Linda Lim, strategy professor at the University of Michigan’s Ross School of Business, shares her insight on the yuan’s prospects in the New Year. Contact: 734-763-0290, [email protected].

Q: With International Monetary Fund endorsement of the yuan as a reserve currency, what impact will this status likely have on the value of Chinese currency in the year ahead?

A: In the short term, there will be little impact. First, the change in status will take place only in October 2016. Second, the yuan will continue to be under downward pressure from market forces due to slow economic growth, government policy and financial market uncertainties, domestic capital flight, etc. This will outweigh any increase in demand for yuan to be held in other countries’ foreign exchange reserves (which in any event will not be substantial).

In the longer term, beyond 2016, the conditions required for reserve currency status—market interest rates, exchange rate flexibility and convertibility, a more open capital account—will encourage China to follow through with more domestic financial market reforms. It is these reforms—not yet completely enacted—that will make the yuan an attractive currency to hold and eventually boost its value.

Q: Give us some perspective on where the yuan ranks now and where you think it will be this year?

A: The yuan recently became the world’s fourth-most-used payment currency, behind the U.S. dollar, euro and pound sterling, having marginally pushed past the Japanese yen. There is less significance to this phenomenon than media headlines suggest. The yuan accounts for a small fraction of world payments, 2.79 percent, or less than half the share of the pound sterling, a tenth of the share of the euro, and way below China’s nearly 12 percent share of global trade.

In contrast, the U.S. dollar accounts for 45 percent of world payments and 63 percent of world foreign exchange reserves, of which the yuan accounts for just 1 percent, though the U.S. share of world trade is about the same as China’s. Thus, the yuan is underrepresented in world payments and reserves relative to its share of world trade, while the dollar is overrepresented, due to the popularity among global investors and governments of the United States’ broad, deep, diverse, liquid, transparent and secure capital markets.

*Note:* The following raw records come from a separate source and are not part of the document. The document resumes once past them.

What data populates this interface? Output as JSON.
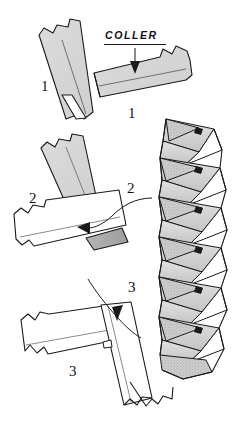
{
  "figure": {
    "title": "COLLER",
    "kind": "line-art instructional diagram",
    "background_color": "#ffffff",
    "ink_color": "#1a1a1a",
    "paper_fill_gray": "#d4d4d4",
    "paper_fill_white": "#ffffff",
    "shadow_gray": "#9a9a9a"
  },
  "annotations": {
    "coller_label": "COLLER",
    "step1_left": "1",
    "step1_right": "1",
    "step2_left": "2",
    "step2_right": "2",
    "step3_right": "3",
    "step3_left": "3"
  },
  "steps": [
    {
      "number": "1",
      "caption": "COLLER",
      "description": "Two paper strips with torn ends laid at right angles, glued where they overlap"
    },
    {
      "number": "2",
      "description": "Lower strip folded over the other, arrow shows fold direction to the left"
    },
    {
      "number": "3",
      "description": "Strip folded back across, arrow shows fold direction downward"
    }
  ],
  "result": {
    "description": "Finished woven accordion column of interlocking folded paper triangles"
  }
}
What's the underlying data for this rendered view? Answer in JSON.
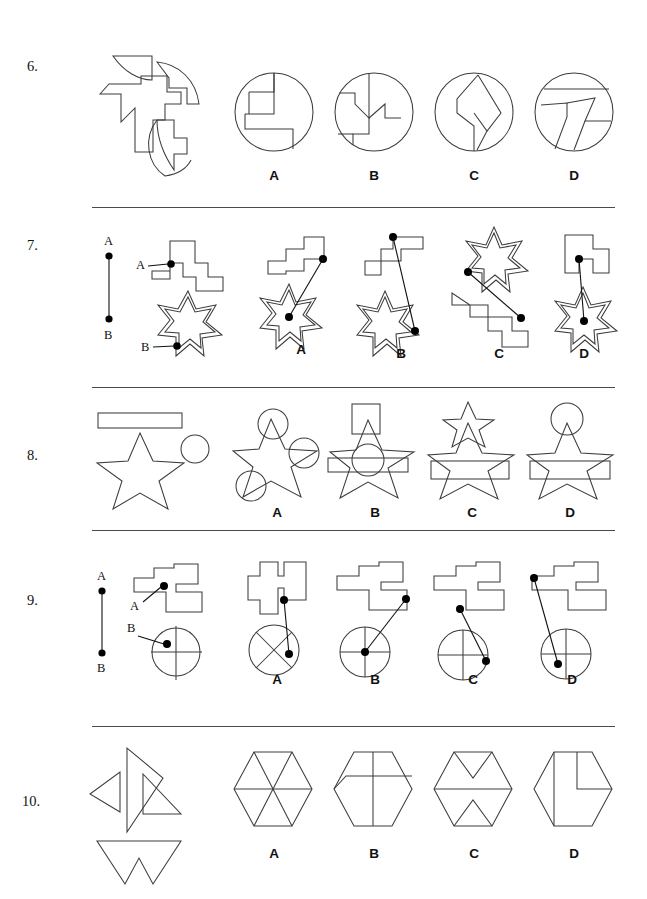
{
  "document": {
    "type": "spatial-reasoning-worksheet",
    "page_width": 647,
    "page_height": 899,
    "background_color": "#ffffff",
    "stroke_color": "#3c3c3c",
    "divider_color": "#4a4a4a"
  },
  "option_letters": [
    "A",
    "B",
    "C",
    "D"
  ],
  "questions": [
    {
      "number": "6.",
      "type": "shape-assembly-into-circle",
      "prompt_pieces": [
        "curved-wedge-top",
        "curved-arrow-right",
        "cross-polygon",
        "curved-arrow-bottom"
      ],
      "options": [
        {
          "letter": "A",
          "container": "circle",
          "description": "circle with rectangle and step lines, upper-left quadrant"
        },
        {
          "letter": "B",
          "container": "circle",
          "description": "circle with zigzag staircase lines"
        },
        {
          "letter": "C",
          "container": "circle",
          "description": "circle with angular arrow chevron"
        },
        {
          "letter": "D",
          "container": "circle",
          "description": "circle with T-shaped slanted bands"
        }
      ]
    },
    {
      "number": "7.",
      "type": "point-connection",
      "reference": {
        "top_label": "A",
        "bottom_label": "B",
        "line": "vertical segment with endpoint dots"
      },
      "source": {
        "shape_a": "staircase-polygon",
        "shape_a_point_label": "A",
        "shape_b": "seven-point-star",
        "shape_b_point_label": "B"
      },
      "options": [
        {
          "letter": "A",
          "description": "staircase above, star below-left, line from staircase dot to star centre"
        },
        {
          "letter": "B",
          "description": "staircase above, star below-left, line from top-left dot to star right edge"
        },
        {
          "letter": "C",
          "description": "star above, staircase below, line from star left to staircase right dot"
        },
        {
          "letter": "D",
          "description": "staircase above-right, star below, short line to star centre"
        }
      ]
    },
    {
      "number": "8.",
      "type": "shape-overlay",
      "source_shapes": [
        "rectangle-bar",
        "five-point-star",
        "small-circle"
      ],
      "options": [
        {
          "letter": "A",
          "description": "star with three circles overlapping at points"
        },
        {
          "letter": "B",
          "description": "star with square above apex, circle at centre, bar across middle"
        },
        {
          "letter": "C",
          "description": "star with small star above apex and bar across lower half"
        },
        {
          "letter": "D",
          "description": "star with circle above apex and bar across lower half"
        }
      ]
    },
    {
      "number": "9.",
      "type": "point-connection",
      "reference": {
        "top_label": "A",
        "bottom_label": "B",
        "line": "vertical segment with endpoint dots"
      },
      "source": {
        "shape_a": "stepped-blocky-polygon",
        "shape_a_point_label": "A",
        "shape_b": "circle-with-cross",
        "shape_b_point_label": "B"
      },
      "options": [
        {
          "letter": "A",
          "description": "polygon above, circle with X below, line from polygon to lower-right of circle"
        },
        {
          "letter": "B",
          "description": "polygon above, line from right dot to circle centre"
        },
        {
          "letter": "C",
          "description": "polygon above, line from left dot to circle right edge"
        },
        {
          "letter": "D",
          "description": "polygon above, line from far-left dot to circle lower-left"
        }
      ]
    },
    {
      "number": "10.",
      "type": "shape-assembly-into-hexagon",
      "prompt_pieces": [
        "triangle-left",
        "triangle-tall",
        "triangle-right",
        "arrow-notched-triangle"
      ],
      "options": [
        {
          "letter": "A",
          "container": "hexagon",
          "description": "hexagon divided into six triangles"
        },
        {
          "letter": "B",
          "container": "hexagon",
          "description": "hexagon with vertical line and horizontal offset line"
        },
        {
          "letter": "C",
          "container": "hexagon",
          "description": "hexagon with horizontal line and two V notches"
        },
        {
          "letter": "D",
          "container": "hexagon",
          "description": "hexagon with vertical line and stepped corner"
        }
      ]
    }
  ]
}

Market forces alone should lead one to expect the yuan’s share to rise and the dollar’s to fall over time, since matching the currency used in payments and receipts in trade and investment reduces transaction costs, currency risk and volatility exposure. But any shift in these percentage shares in the next year are likely to be small, and at the expense of the euro rather than the dollar.

Q: Do you expect investors to embrace the yuan in 2016?

A: World central banks and individual investors will only increase their use and holdings of yuan if they have confidence in the currency. Chinese financial markets also must develop the depth, diversity, transparency and security that have kept the U.S. dollar reigning supreme as the world’s preferred reserve currency even as the U.S. share of global trade and investment has declined.

Governments are understandably reluctant to hold reserves in a politically managed rather than market-determined currency, while the trust of market actors has to be earned over time and cannot be merely conferred by an international body like the IMF.

The most likely scenario for 2016 would be a gradual increase in yuan holdings by non-Chinese entities, but probably not enough to change the market dynamics which favor a weaker yuan.

In the longer run, both China and the world economy stand to gain from increased international use of the yuan—China from the domestic financial market reforms that internationalization will require, and the rest of the world from having a more diverse basket of currencies to choose from to finance trade and investment and hold reserves, reducing the current overdependence on the U.S. dollar. Global macroeconomic rebalancing—away from chronic excess balance-of-payments deficits and surpluses—would also be more achievable.